Cutting Auto Insurance Benefits Won’t Reduce Costs, Focus on Real Solutions
By Melvin Butch Hollowell
When auto no-fault went into effect in 1973, one of the key promises was that rates would decrease because of restrictions on litigation. That has proved to be an empty promise for too many Michiganians, particularly in Detroit. Our $5,000 per year average annual premium is the nation’s highest, causing an estimated 60 percent of the city’s motorists to drive without insurance. So while I agree that we need “creative and cost effective solutions” to this problem, as Rep. Shanelle Jackson stated in her recent viewpoint column, I respectfully disagree with the idea she proposes: giving up our life-saving auto insurance benefits without receiving any cost reductions in return.
Insurance companies are pushing to allow drivers the choice of personal injury protection (PIP) coverage between $500,000 and $5 million. That would make sense if we were able to choose our level of injury in an accident. Unfortunately that’s impossible, and it will lead to the most injured drivers paying out-of-pocket once they hit their limit.
Under cross examination before the House Insurance Committee, insurance industry leaders admitted that their proposal to cut injury benefits would not lower insurance rates. Furthermore, insurers did not deny that capping auto injury benefits would shift the costs of caring for more severely injured accident victims onto the Medicaid system, costing state taxpayers millions more each year. So under this plan consumers get no rate relief and taxpayers get hit with a tax increase.
Instead of tearing down the best auto insurance system in the country, let’s focus on some more practical solutions, starting with transparency. We need to know how rates are set in the first place since we are mandated by law to buy auto insurance.
The Michigan Catastrophic Claims Association was created by state law in 1978 to reimburse insurers for the costs of auto-related injuries exceeding $500,000. The MCCA is funded by an annual assessment charged to every vehicle, which increased this year to $175. Even though consumers foot the bill, we have no voice in how the MCCA is run (its voting board is made up entirely of insurance executives), we cannot ask for an independent audit, and the books are shielded from the Freedom of Information Act and the Open Meetings Act.
Until a law is passed that requires the MCCA to be made open for public examination, insurers will continue to claim that our no-fault system is broken and drivers will continue to get stuck with higher bills.
Lawmakers should also give the Michigan Insurance Commissioner stronger powers to regulate insurance companies. Drivers are required by law to carry auto insurance, yet the Insurance Commissioner does not have to give prior approval before insurance companies issue rate increases. Nor does he have the power to determine whether consumers have been overcharged and issue refunds.
Finally, the unfair practice of using credit scores to set auto insurance rates must be banned. One’s financial situation has no bearing on whether that person is a safe driver. This predatory rating practice impacts impoverished urban areas like Detroit far more than other areas of the state and it must be stopped.
Any one of these solutions – increased transparency, giving more oversight to the Insurance Commissioner or banning credit scoring – is far more likely to bring rate relief to Michigan drivers than cutting injury benefits.
Butch Hollowell serves as General Counsel of the Detroit NAACP and is the former Insurance Consumer Advocate for the state of Michigan.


| Task item |
Go through the records and filter out every line lacking the word "keep"; copy the lines that remain.
BEGIN Data
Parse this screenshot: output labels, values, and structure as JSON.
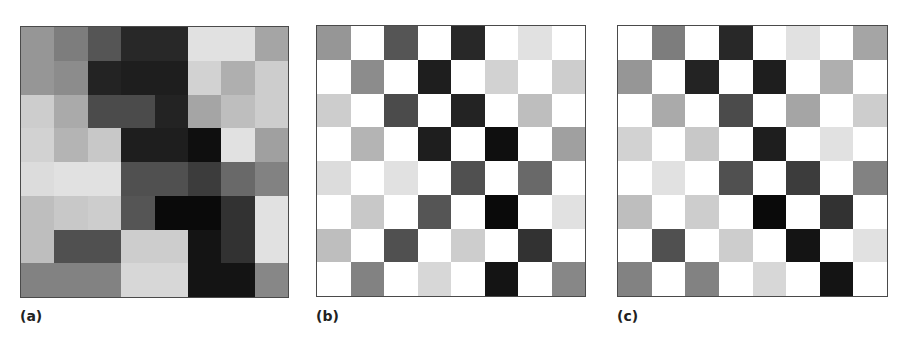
{
  "figure": {
    "panels": [
      {
        "id": "a",
        "label": "(a)",
        "description": "full 8x8 grayscale matrix"
      },
      {
        "id": "b",
        "label": "(b)",
        "description": "checkerboard mask: cells where (row+col) is even keep values, odd cells white"
      },
      {
        "id": "c",
        "label": "(c)",
        "description": "complementary mask: cells where (row+col) is odd keep values, even cells white"
      }
    ],
    "grid_size": 8,
    "white_value": 255,
    "border_color": "#4a4a4a"
  },
  "chart_data": [
    {
      "type": "heatmap",
      "title": "(a)",
      "colormap": "gray",
      "rows": 8,
      "cols": 8,
      "values": [
        [
          150,
          125,
          85,
          40,
          40,
          225,
          225,
          165
        ],
        [
          150,
          140,
          35,
          30,
          30,
          210,
          175,
          205
        ],
        [
          205,
          170,
          75,
          75,
          35,
          165,
          190,
          205
        ],
        [
          210,
          180,
          200,
          30,
          30,
          15,
          225,
          160
        ],
        [
          220,
          225,
          225,
          80,
          80,
          60,
          105,
          130
        ],
        [
          190,
          200,
          205,
          85,
          10,
          10,
          50,
          225
        ],
        [
          190,
          80,
          80,
          205,
          205,
          20,
          50,
          225
        ],
        [
          130,
          130,
          130,
          215,
          215,
          20,
          20,
          135
        ]
      ]
    },
    {
      "type": "heatmap",
      "title": "(b)",
      "colormap": "gray",
      "rows": 8,
      "cols": 8,
      "mask": "even",
      "values": [
        [
          150,
          255,
          85,
          255,
          40,
          255,
          225,
          255
        ],
        [
          255,
          140,
          255,
          30,
          255,
          210,
          255,
          205
        ],
        [
          205,
          255,
          75,
          255,
          35,
          255,
          190,
          255
        ],
        [
          255,
          180,
          255,
          30,
          255,
          15,
          255,
          160
        ],
        [
          220,
          255,
          225,
          255,
          80,
          255,
          105,
          255
        ],
        [
          255,
          200,
          255,
          85,
          255,
          10,
          255,
          225
        ],
        [
          190,
          255,
          80,
          255,
          205,
          255,
          50,
          255
        ],
        [
          255,
          130,
          255,
          215,
          255,
          20,
          255,
          135
        ]
      ]
    },
    {
      "type": "heatmap",
      "title": "(c)",
      "colormap": "gray",
      "rows": 8,
      "cols": 8,
      "mask": "odd",
      "values": [
        [
          255,
          125,
          255,
          40,
          255,
          225,
          255,
          165
        ],
        [
          150,
          255,
          35,
          255,
          30,
          255,
          175,
          255
        ],
        [
          255,
          170,
          255,
          75,
          255,
          165,
          255,
          205
        ],
        [
          210,
          255,
          200,
          255,
          30,
          255,
          225,
          255
        ],
        [
          255,
          225,
          255,
          80,
          255,
          60,
          255,
          130
        ],
        [
          190,
          255,
          205,
          255,
          10,
          255,
          50,
          255
        ],
        [
          255,
          80,
          255,
          205,
          255,
          20,
          255,
          225
        ],
        [
          130,
          255,
          130,
          255,
          215,
          255,
          20,
          255
        ]
      ]
    }
  ]
}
END Data
| Output of the exercise |
        "description": "checkerboard mask: cells where (row+col) is even keep values, odd cells white"
        "description": "complementary mask: cells where (row+col) is odd keep values, even cells white"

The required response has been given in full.